Mark Finstad

It might be factually correct, while also being completely impossible.

Question: I am looking to add a flex circuit supplier to our vendor base and requested its technical roadmap. After review, it appears almost exactly as the two vendors we currently have. Is this a coincidence, or do most (or all) flex suppliers have the same technical capabilities?

A technical roadmap is basically a document that outlines what a company can and cannot do from a technical standpoint (e.g., minimum trace/space, layer count, pad and via size, overall circuit size, etc.). I have never been a fan of technical roadmaps. Virtually every flex (and rigid) PCB supplier is compelled by their customer base to provide their capabilities, and therefore also their limitations. The problem with roadmaps is twofold. First, every supplier advertises the absolute best it has ever done in every single category. This is true even if it only did it one time, on one circuit, and in a beaker. This is not a fair representation of what the fabricator can or cannot do on production quantities. The second problem is the real answer for what a supplier can or cannot do is “it depends.” Let’s look at a few examples.

Trace/space feature size. Most flex suppliers will advertise their minimum trace/space feature size at 50µm to 75µm. But these numbers are meaningless without also knowing what copper thicknesses were used to establish these limitations. If they were able to etch 50µm to 75µm features on 9µm or 12µm copper, I say welcome to the club. If they did these feature sizes on 2+ oz copper, they have something to brag about. Unfortunately, this important detail is often missing from roadmaps.

Via/pad sizes. It is practically industry standard that any supplier with a laser drill can form 75µm to 100µm blind vias and hit 250µm pads. But what happens when the circuit size increases to where the dimensional instability of the flexible material starts to wreak havoc on the locations of those vias? Drilling and imaging equipment with scaling capabilities certainly helps, but to be really beneficial, they need to be used in conjunction with sequential lamination construction. Depending on the number of lamination steps, a price tag is associated with that capability.

Layer count. As layer count increases, so does the importance of very high etching yields on internal layers. Consider the following example. Say you have an eight-layer circuit, and the supplier can get eight parts per panel. In this example, let’s say your supplier averages one etching reject per layer. Theoretically, there will be panels where they may not get a good part. Murphy’s Law dictates the internal etching rejects will be randomly placed on each layer and will almost never line up at a single circuit location. So, maximum layer count is a function of the feature sizes on each layer in the circuit. The smaller the feature sizes, the lower the etching yields. The more layers in the stack that have these small features (i.e., non-plane layers), the lower the overall yield. And as you probably guessed, the lower the overall yield, the higher the price.

Circuit size. This is one of my personal favorites. Most flex suppliers have at some point built relatively long (22" to 24") circuits. These are typically just one or two layers and have relatively large features. This is where proclaimed maximum circuit size on the technical roadmap can come back to bite you. Since you have indeed made a circuit 24" long, you include that on the technical roadmap. No problem, right? Then you get a Gerber package to quote where you find a 24" long and 5" wide six-layer circuit filled with 50µm lines/spaces on four of those layers. You contact the customer to let them know you will have to no-bid, and they may have difficulty finding a source anywhere that can support the application. The inevitable reply: “But the technical roadmap on your website shows this is within your capabilities.”

Each feature on a technical roadmap is a standalone statement of that one capability only. When you mix and match these leading-edge capabilities, all bets are off. Again, I am not a fan of technical roadmaps because they are not indicative of the true capabilities of a supplier, or the supplier’s ability to stack multiple challenging features into a single design. Rather than relying on a published technical roadmap where you can learn about the best a supplier has done, give your flex vendor a call and provide them with a two-minute “big picture” scope, including the important details. Most vendors will be able to tell quickly if you are on the right track or wandering into never-never land.

Mark Finstad is senior application engineer at Flexible Circuit Technologies (flexiblecircuit.com); This email address is being protected from spambots. You need JavaScript enabled to view it.. He and co-“Flexpert” Nick Koop (This email address is being protected from spambots. You need JavaScript enabled to view it.) welcome your suggestions. The authors will speak on flex design and manufacture at PCB West Virtual 2020 in September (pcbwest.com).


*What you need to do*
When you reach the line containing "Guide me to <element>person</element>.", please repeat it and every line after it exactly, through the end of the listing below, skipping pictures.

*Records for this task*

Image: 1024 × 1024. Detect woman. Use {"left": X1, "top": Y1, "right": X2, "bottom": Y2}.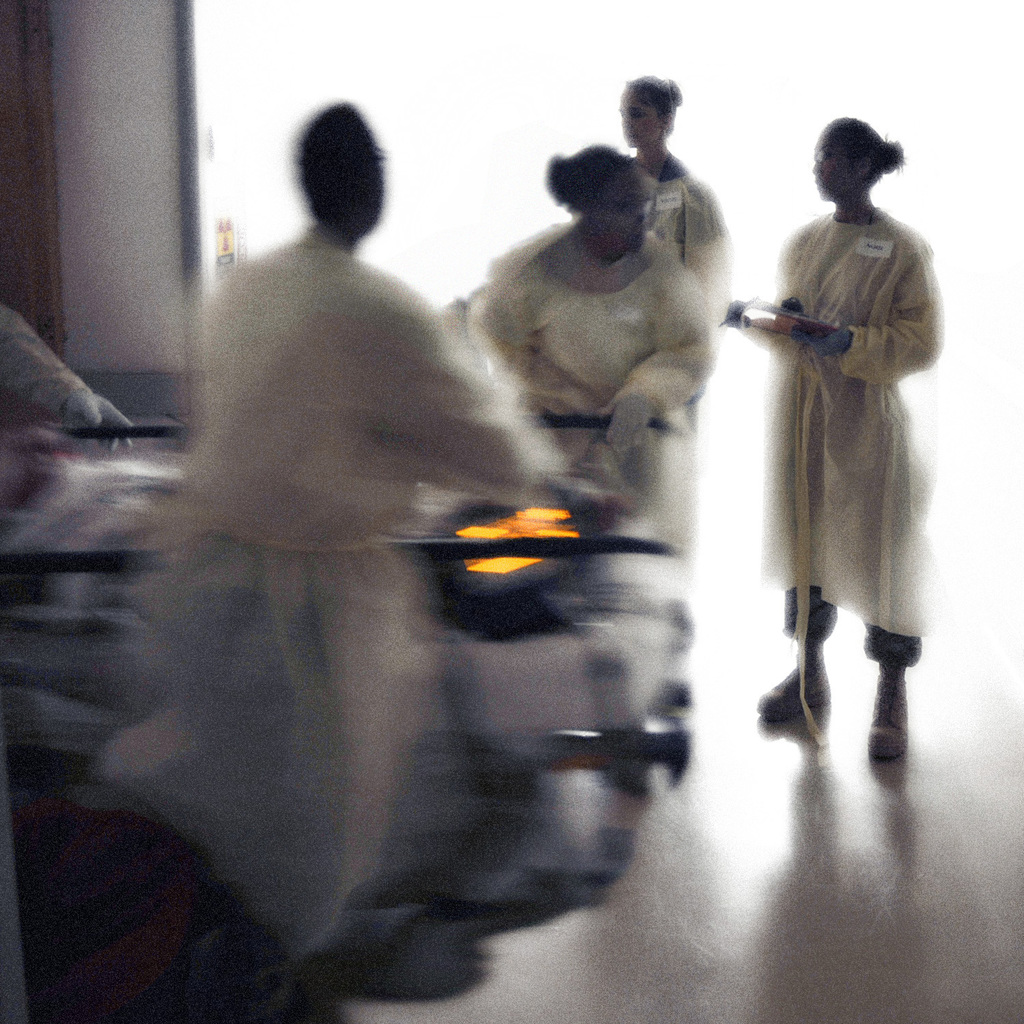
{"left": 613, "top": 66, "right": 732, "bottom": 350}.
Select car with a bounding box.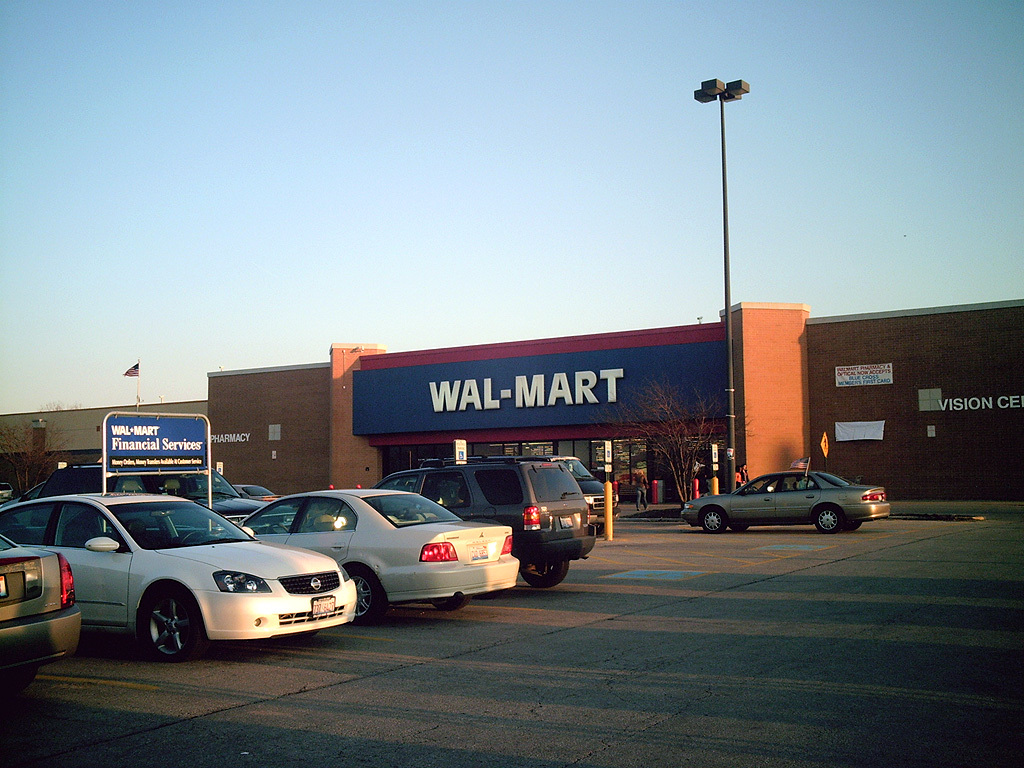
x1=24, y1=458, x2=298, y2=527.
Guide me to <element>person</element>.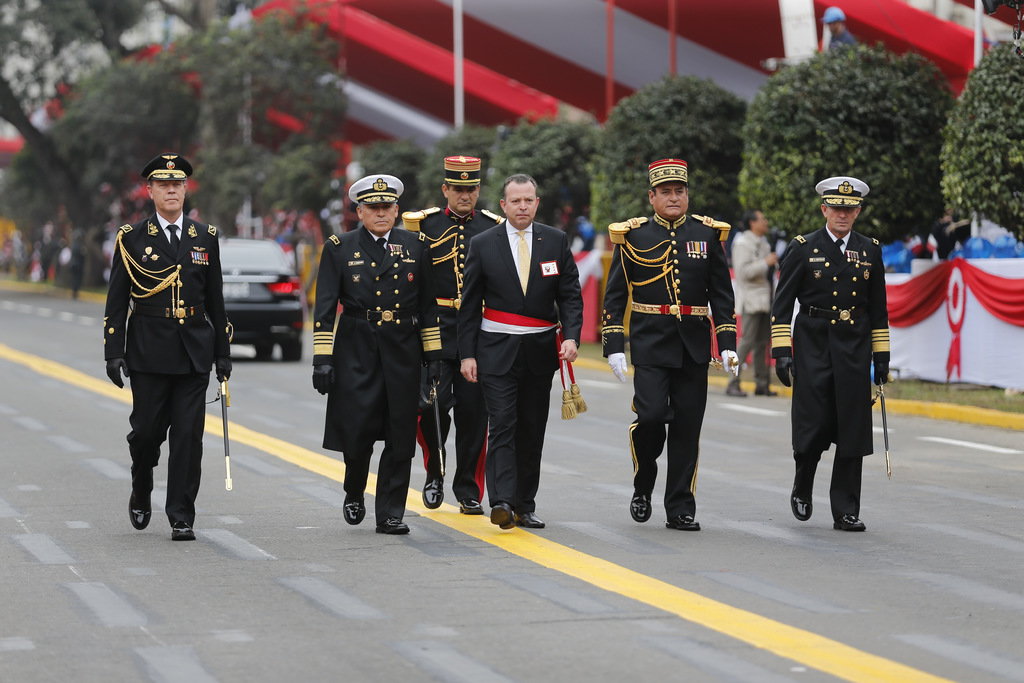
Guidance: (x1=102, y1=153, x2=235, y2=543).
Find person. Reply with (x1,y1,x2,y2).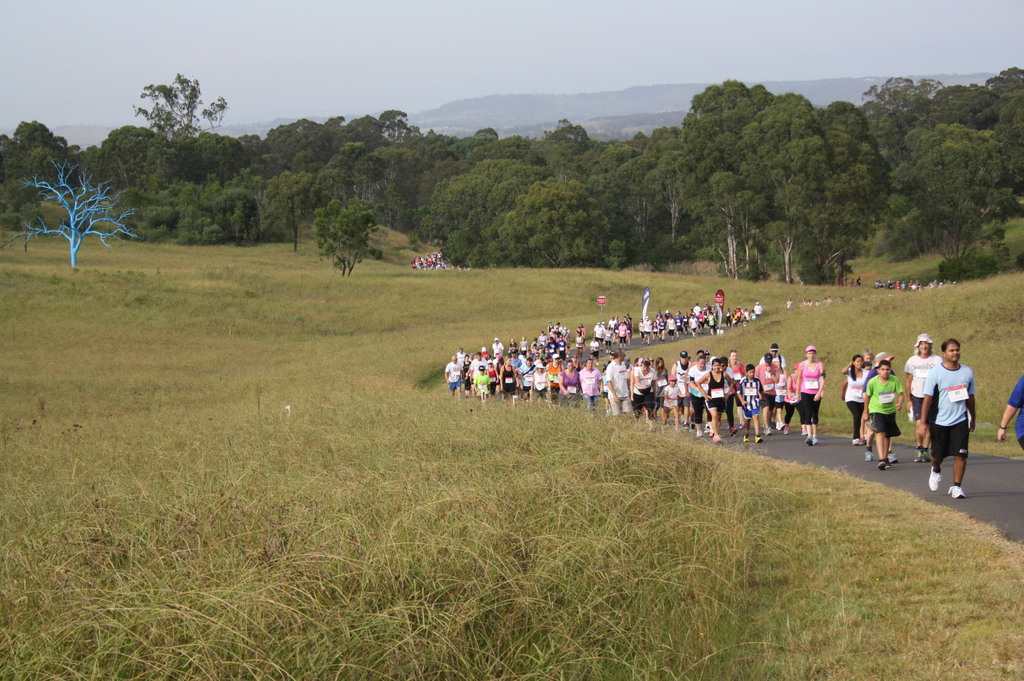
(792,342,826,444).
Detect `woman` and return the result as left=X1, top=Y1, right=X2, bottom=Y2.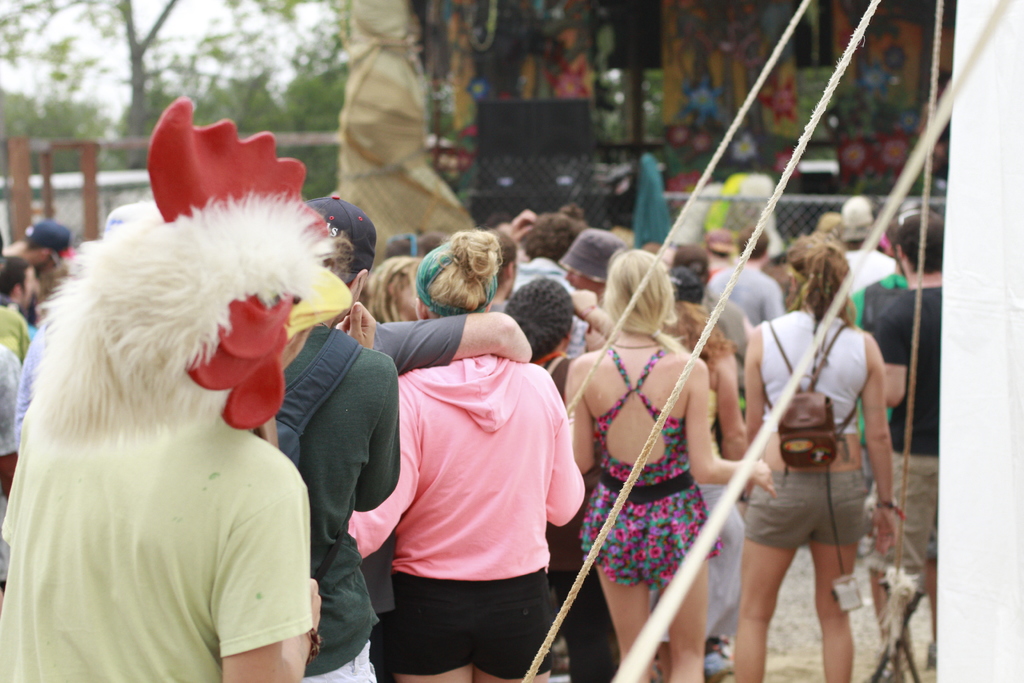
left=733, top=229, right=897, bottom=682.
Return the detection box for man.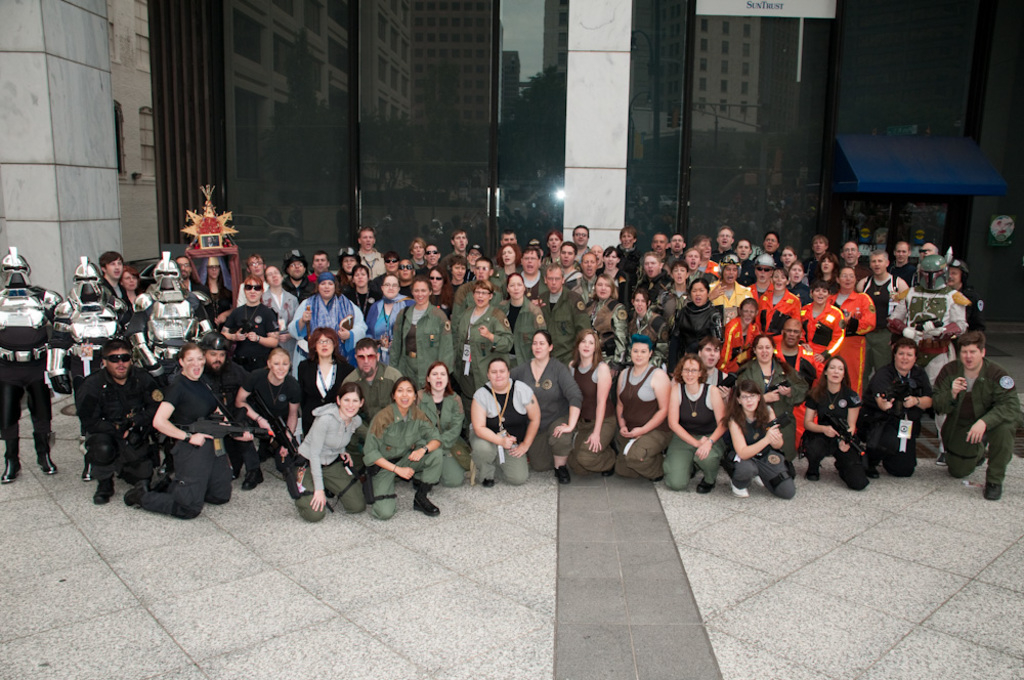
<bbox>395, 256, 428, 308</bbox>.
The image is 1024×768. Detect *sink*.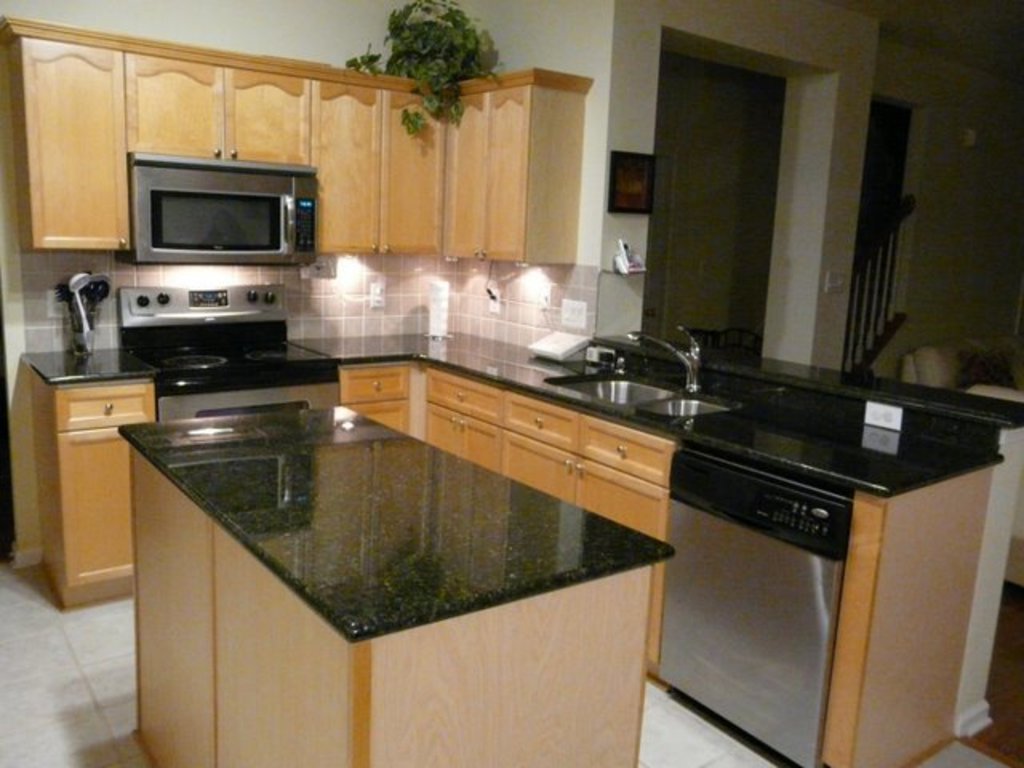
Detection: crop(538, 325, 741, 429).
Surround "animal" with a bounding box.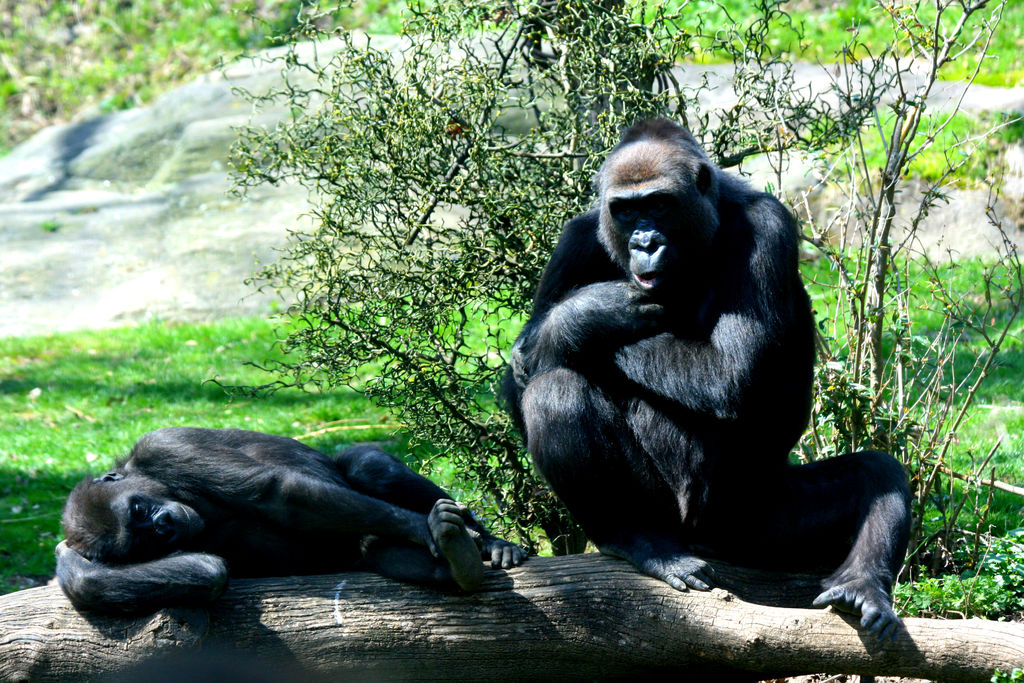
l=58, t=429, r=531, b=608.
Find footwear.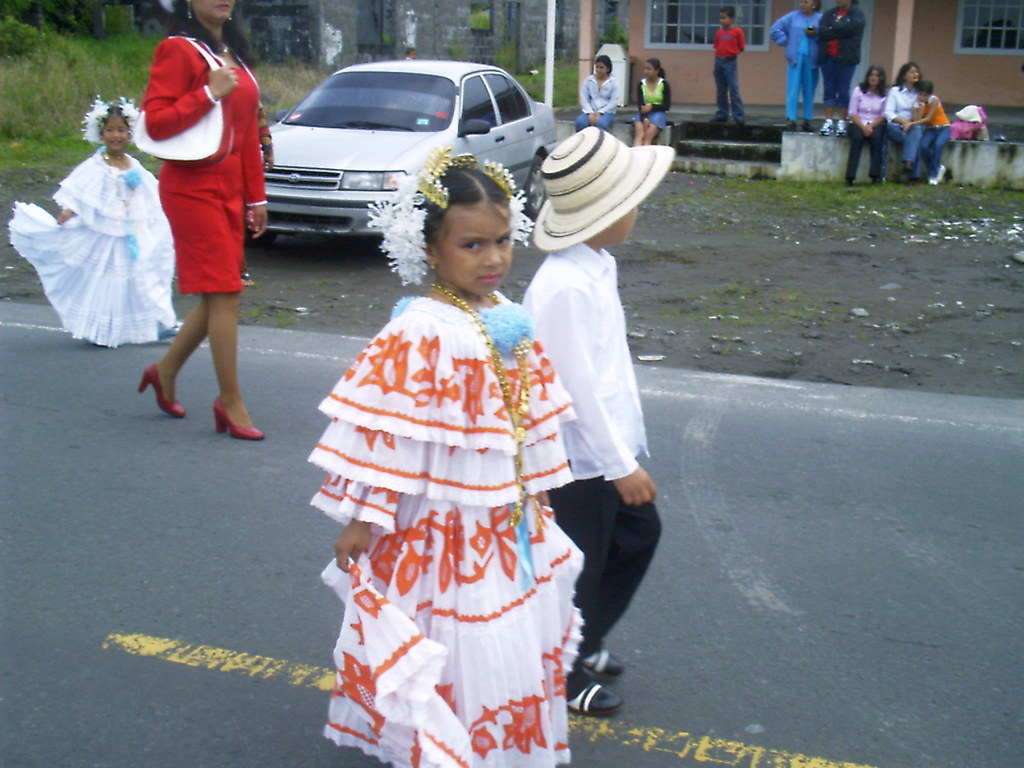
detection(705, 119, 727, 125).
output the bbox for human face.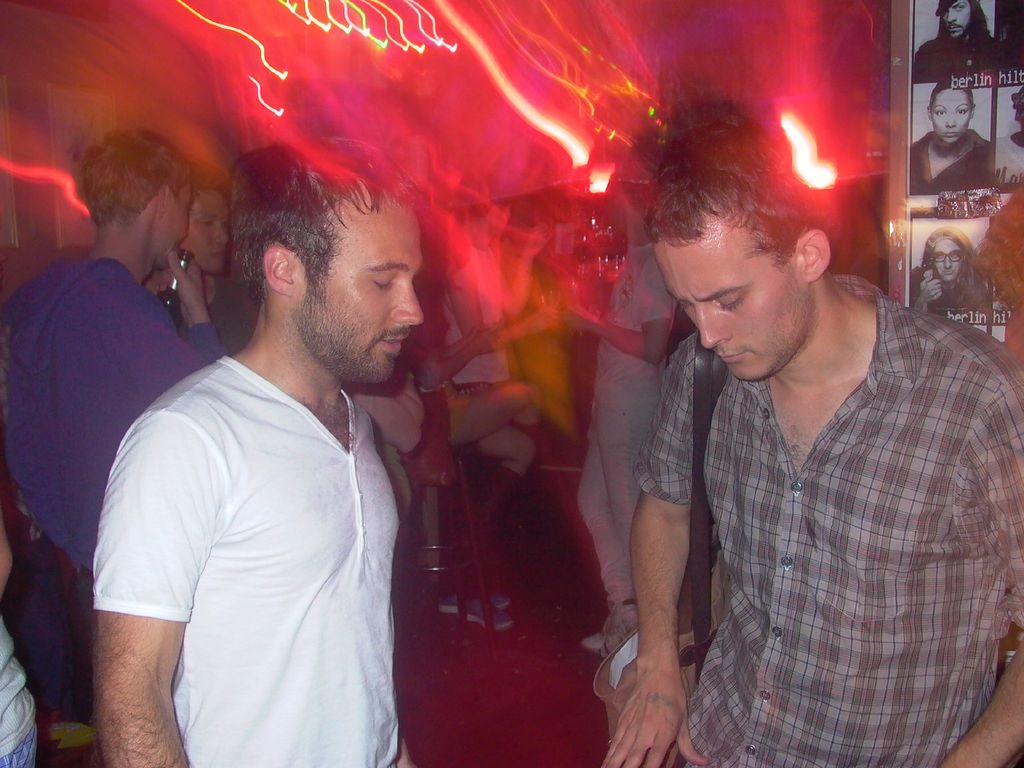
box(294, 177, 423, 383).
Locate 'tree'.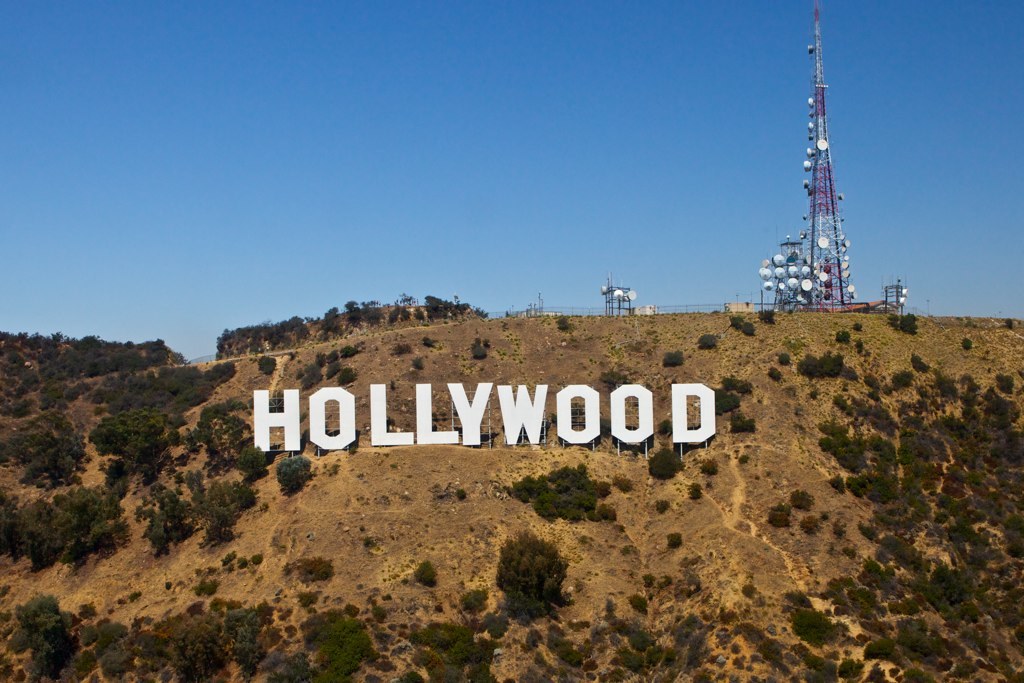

*Written answer*
Guide me to <element>person</element>.
Guidance: (x1=102, y1=153, x2=235, y2=543).
Find person. Reply with (x1,y1,x2,y2).
(792,342,826,444).
Detect `woman` and return the result as left=X1, top=Y1, right=X2, bottom=Y2.
left=733, top=229, right=897, bottom=682.
Return the detection box for man.
<bbox>395, 256, 428, 308</bbox>.
The image is 1024×768. Detect *sink*.
Detection: crop(538, 325, 741, 429).
Surround "animal" with a bounding box.
l=58, t=429, r=531, b=608.
Find footwear.
detection(705, 119, 727, 125).
output the bbox for human face.
box(294, 177, 423, 383).
Locate 'tree'.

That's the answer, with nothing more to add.